Going back one more generation, in terms of horn in the United States many players can look back to three major players of the early 20th century, Max Pottag (1876-1970), Anton Horner (1877-1971), and Max Hess (1878-1975). All of them had an impact. Hess was principal hornist in Boston and Cincinnati, Pottag put out a number of publications that are still in print and was a long time member of the Chicago Symphony (performing with the orchestra for 40 seasons), and Horner performed in the Philadelphia Orchestra from 1902-46 (serving as principal hornist until 1930) and taught at the Curtis Institute from 1924-42. And all three all studied with Freidrich Gumpert at the Leipzig Conservatory.
I was recently asked about Gumpert by a site visitor. In his publications his name is curiously always spelled incorrectly (see the addendum at the end of this article), his print name is Gumbert with a B. And, notably, his nephew was instrumental in the invention of the double horn in 1897 (more on that here). But who did he study with? Where is a good bio to be found?

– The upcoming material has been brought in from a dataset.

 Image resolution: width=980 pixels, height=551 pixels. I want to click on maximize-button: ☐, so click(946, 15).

Gumpert still has many publications in print to this day, editions of etudes, excerpt books, solos, and he also wrote a method. In 1999 I gave a presentation in Paris on Gumpert at the Historic Brass Society event, the text of which was recently published in Brass Scholarship in Review: Preceedings of the Historic Brass Society Conference Cité de la Musique, Paris 1999 (Pendragon Press). The main text opens,
The name of Freidrich Adolf Gumpert is today one of the more widely recognized of all the horn players and teachers of the nineteenth century—at least among hornists. Gumpert was born in 1841 at Lichtenau (Thuringia) and studied horn under the town musician Hammann at Jena. He was first engaged as a horn player at Bad Nauheim, St. Gallen, and completed his military service in a band at Eisenach. Gumpert performed at Halle from 1862 until 1864, when the composer Cark Reinecke (1824-1910), then conductor of the Gewandhaus concerts, engaged him as principal hornist in the Gewhandhaus Orchestra in Leipzig. Gumpert held this position from 1864 until 1898 and was concurrently professor of horn at the Leipzig Conservatory, remaining in Leipzig until his death in 1906.

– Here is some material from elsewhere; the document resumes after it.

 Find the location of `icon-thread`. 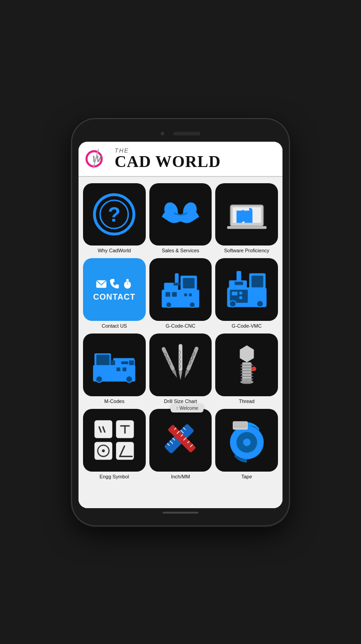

The full text of the presentation gives a number of insights into the secrets of his teaching but in short he certainly placed high importance on the development of lyrical playing and in the study of orchestral excerpts. He was an important and influential teacher, one that virtually every major player in the United States can trace back to among their own teachers.
ADDENDUM:
Formerly posted on Horn Articles Online, this is based on materials published in The Horn Call 27, no. 2 (February, 1997) and The Horn Call 28, no. 2 (February, 1998).
It is a most curious fact that every published work of the famous Leipzig horn teacher Friedrich Gumpert (1841-1906) misspells his name as Gumbert with a “B.” Norman Schweikert in his article “Gumpert, not Gumbert!” (The Horn Call 1, no. 2 [May, 1971], 45-46) relates that his former students theorized “that there was a well-known song-writer, poet or the like” named Friedrich Gumbert, and that “he did not seem to mind being mistaken for him.” As a refinement of the theory as to why this presumably intentional misspelling occurred, an examination of a typical nineteenth-century musical handbook (such as Fr. Pazdírek, The Universal Handbook of Musical Literature [Vienna: Pazdírek, n.d.], vol. 11, 657-664) will find an entry and many published works by Ferdinand Gumbert (1818-1896)–perhaps Gumpert’s publisher was banking on this name recognition to help sell music?